Beyond the Recipe

Mousse de Foie de Volaille — Chicken Liver Mousse

What the recipe doesn't tell you

Garde Manger — Cold Mousses And Mousselines

Mousse de foie de volaille is a refined cold preparation in which sautéed chicken livers (Gallus gallus domesticus) are puréed with butter, bound with gelatin, and enriched with cream to produce a smooth, spreadable mousse of exceptional finesse. Begin with 500 g of fresh chicken livers, trimmed of all sinew, bile ducts, and discolored portions. Soak livers in cold milk for 2–4 hours at 2–4°C to draw out residual blood and temper any bitterness. Pat dry and sauté in clarified butter over high heat (200–210°C pan surface temperature) for 60–90 seconds per side, achieving caramelization on the exterior while maintaining a rosy-pink interior at 63°C. Deglaze the pan with 60 ml of cognac or Armagnac, flambé to burn off raw alcohol, and add 50 ml of reduced port. Transfer to a food processor with 150 g of softened unsalted butter (82% butterfat, European-style) and process until completely smooth, approximately 3–4 minutes. Pass through a fine tamis to eliminate any granular texture. Incorporate 8–10 g of bloomed sheet gelatin dissolved in 30 ml of warm stock at 40°C. Season with fine sea salt (8–10 g per kg), white pepper, and a trace of quatre-épices (0.5 g). Cool the base over an ice bath to 22–24°C, then fold in 200 ml of cream whipped to soft peaks. Transfer to a terrine or individual moulds lined with plastic film and chill for minimum 6 hours. The finished mousse should exhibit a pale mauve-brown color, a velvety texture that melts instantly on the tongue, and a clean liver flavor without any metallic or ferrous aftertaste.

Where It Goes Wrong

Failing to trim bile ducts and sinew, which causes intense bitterness throughout the mousse Overcooking livers beyond 68°C, resulting in a dry, chalky, and grainy final texture Skipping the tamis step, leaving detectable granules that compromise mouthfeel Adding gelatin to a base that is too hot, which degrades gel strength and causes a loose set Under-deglazing, missing the fond that provides critical depth and caramelized flavor

Soak livers in cold milk for 2–4 hours to purge blood and reduce bitterness Sauté to rosy-pink interior (63°C) — overcooking produces chalky, grainy texture Process and pass through tamis for absolute smoothness with zero granularity Incorporate gelatin at 40°C into the warm purée before cooling Fold cream at 22–24°C to maintain aeration without collapsing the emulsion

Jewish chopped liver (gehackte leber), a coarsely textured cold liver spread with schmaltz
Turkish ciğer ezmesi, a meze of puréed sautéed liver seasoned with cumin and chili
Indian chicken liver pâté adapted from Anglo-Indian club cuisine, spiced with garam masala
The Full Technique

The complete professional entry for Mousse de Foie de Volaille — Chicken Liver Mousse: quality hierarchy, sensory tests, cross-cuisine parallels, species precision.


• _Instructions to follow_: Transcribe the full listing exactly, and drop every picture.

• _Recorded data_:
────────

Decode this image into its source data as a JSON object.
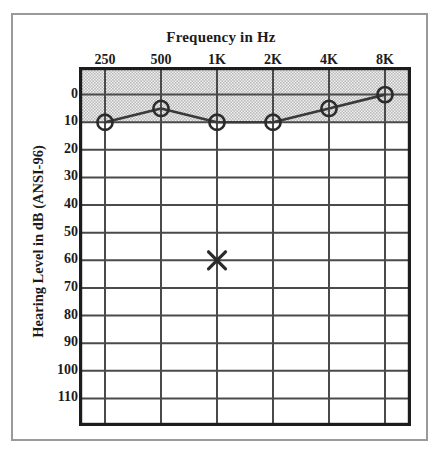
{
  "chart_data": {
    "type": "line",
    "title": "Frequency in Hz",
    "xlabel": "Frequency in Hz",
    "ylabel": "Hearing Level in dB (ANSI-96)",
    "categories": [
      "250",
      "500",
      "1K",
      "2K",
      "4K",
      "8K"
    ],
    "x_tick_labels": [
      "250",
      "500",
      "1K",
      "2K",
      "4K",
      "8K"
    ],
    "y_tick_labels": [
      "0",
      "10",
      "20",
      "30",
      "40",
      "50",
      "60",
      "70",
      "80",
      "90",
      "100",
      "110"
    ],
    "y_tick_values": [
      0,
      10,
      20,
      30,
      40,
      50,
      60,
      70,
      80,
      90,
      100,
      110
    ],
    "ylim": [
      -10,
      120
    ],
    "y_inverted": true,
    "grid": true,
    "legend": "none",
    "series": [
      {
        "name": "Air conduction (right ear)",
        "marker": "circle",
        "values": [
          10,
          5,
          10,
          10,
          5,
          0
        ]
      },
      {
        "name": "Masked air conduction (left ear)",
        "marker": "x",
        "points": [
          {
            "x": "1K",
            "y": 60
          }
        ]
      }
    ],
    "annotations": [
      {
        "label": "normal hearing shaded band",
        "y_from": -10,
        "y_to": 10,
        "fill": "#d4d4d4"
      }
    ],
    "colors": {
      "line": "#3a3a3a",
      "marker": "#2b2b2b",
      "grid": "#4a4a4a",
      "axis": "#1c1c1c",
      "shaded_band": "#d6d6d6",
      "outer_frame": "#9a9a9a",
      "background": "#ffffff"
    }
  }
}
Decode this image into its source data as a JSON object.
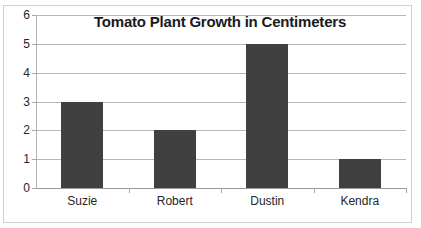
{
  "top_sliver_text": "",
  "chart_data": {
    "type": "bar",
    "title": "Tomato Plant Growth in Centimeters",
    "xlabel": "",
    "ylabel": "",
    "categories": [
      "Suzie",
      "Robert",
      "Dustin",
      "Kendra"
    ],
    "values": [
      3,
      2,
      5,
      1
    ],
    "ylim": [
      0,
      6
    ],
    "y_ticks": [
      0,
      1,
      2,
      3,
      4,
      5,
      6
    ],
    "y_tick_labels": [
      "0",
      "1",
      "2",
      "3",
      "4",
      "5",
      "6"
    ],
    "grid": true,
    "legend": false,
    "bar_color": "#404040",
    "gridline_color": "#b8b8b8",
    "frame_color": "#d0d0d0",
    "title_color": "#1a1a1a",
    "label_color": "#262626"
  }
}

────────

• _Expected answer_:
Decode this image into its source data as a JSON object.
{
  "chart_data": {
    "type": "line",
    "title": "Frequency in Hz",
    "xlabel": "Frequency in Hz",
    "ylabel": "Hearing Level in dB (ANSI-96)",
    "categories": [
      "250",
      "500",
      "1K",
      "2K",
      "4K",
      "8K"
    ],
    "x_tick_labels": [
      "250",
      "500",
      "1K",
      "2K",
      "4K",
      "8K"
    ],
    "y_tick_labels": [
      "0",
      "10",
      "20",
      "30",
      "40",
      "50",
      "60",
      "70",
      "80",
      "90",
      "100",
      "110"
    ],
    "y_tick_values": [
      0,
      10,
      20,
      30,
      40,
      50,
      60,
      70,
      80,
      90,
      100,
      110
    ],
    "ylim": [
      -10,
      120
    ],
    "y_inverted": true,
    "grid": true,
    "legend": "none",
    "series": [
      {
        "name": "Air conduction (right ear)",
        "marker": "circle",
        "values": [
          10,
          5,
          10,
          10,
          5,
          0
        ]
      },
      {
        "name": "Masked air conduction (left ear)",
        "marker": "x",
        "points": [
          {
            "x": "1K",
            "y": 60
          }
        ]
      }
    ],
    "annotations": [
      {
        "label": "normal hearing shaded band",
        "y_from": -10,
        "y_to": 10,
        "fill": "#d4d4d4"
      }
    ],
    "colors": {
      "line": "#3a3a3a",
      "marker": "#2b2b2b",
      "grid": "#4a4a4a",
      "axis": "#1c1c1c",
      "shaded_band": "#d6d6d6",
      "outer_frame": "#9a9a9a",
      "background": "#ffffff"
    }
  }
}
Decode this image into its source data as a JSON object.
{
  "top_sliver_text": "",
  "chart_data": {
    "type": "bar",
    "title": "Tomato Plant Growth in Centimeters",
    "xlabel": "",
    "ylabel": "",
    "categories": [
      "Suzie",
      "Robert",
      "Dustin",
      "Kendra"
    ],
    "values": [
      3,
      2,
      5,
      1
    ],
    "ylim": [
      0,
      6
    ],
    "y_ticks": [
      0,
      1,
      2,
      3,
      4,
      5,
      6
    ],
    "y_tick_labels": [
      "0",
      "1",
      "2",
      "3",
      "4",
      "5",
      "6"
    ],
    "grid": true,
    "legend": false,
    "bar_color": "#404040",
    "gridline_color": "#b8b8b8",
    "frame_color": "#d0d0d0",
    "title_color": "#1a1a1a",
    "label_color": "#262626"
  }
}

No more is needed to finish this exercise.